Crypto’s Quiet Dive Into U. S. Banking

USASat Apr 18 2026
In the early days of digital money, crypto stayed on the outskirts of mainstream finance. People could buy and sell it, but any movement of real dollars had to go through a traditional bank first. Most assumed this separation would last until lawmakers finally decided how to regulate the space. That assumption has cracked. In March 2026, a regional Federal Reserve bank gave Kraken—a major cryptocurrency exchange—an account that lets it connect directly to the U. S. central bank’s payment network, the first time any crypto firm has done so. The move isn’t the result of a sweeping new law. Instead, it’s a chain of small technical choices that together have shifted the landscape. A new rulebook called the GENIUS Act opened a path for banks to issue digital dollars, while regulators started issuing special charters that give nonbank firms like Circle banking privileges. Kraken’s new account is limited: it can’t earn interest on reserves or use the Fed’s emergency lending, but it can settle its own dollar transactions on the same system that banks use. Think of it like having a direct line to your bank’s back‑end rather than using an app that goes through another middleman.
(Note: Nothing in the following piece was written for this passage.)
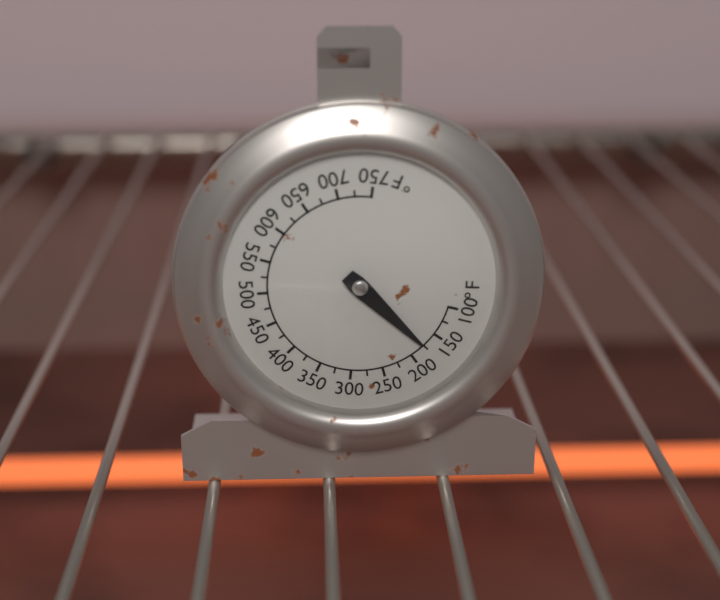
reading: 175 °F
Because crypto demand from big investors hasn’t waned, the system is evolving on a practical level. Big banks are already planning to launch crypto custody services and even joint digital dollars, so whether or not you own crypto, it will soon be woven into the fabric of your everyday banking. However, this tighter link between crypto and traditional finance brings new risks. Faster, more direct money flows mean that shocks can travel quicker in both directions. While some argue that regulated access makes the system safer by imposing stricter standards, others worry about new money‑laundering and operational risks that could destabilize community banks during a panic. The debate boils down to whether this integration strengthens the overall system or creates fragile connections that could lead to a crisis. Each small approval, each new charter, and each policy tweak is quietly adding layers that future regulators will have to navigate. Ultimately, the crypto market is already shaping itself around these new rules. When a comprehensive law finally arrives, it may find that the industry has already adapted to its framework—leaving questions about how much of the system truly needs formal regulation.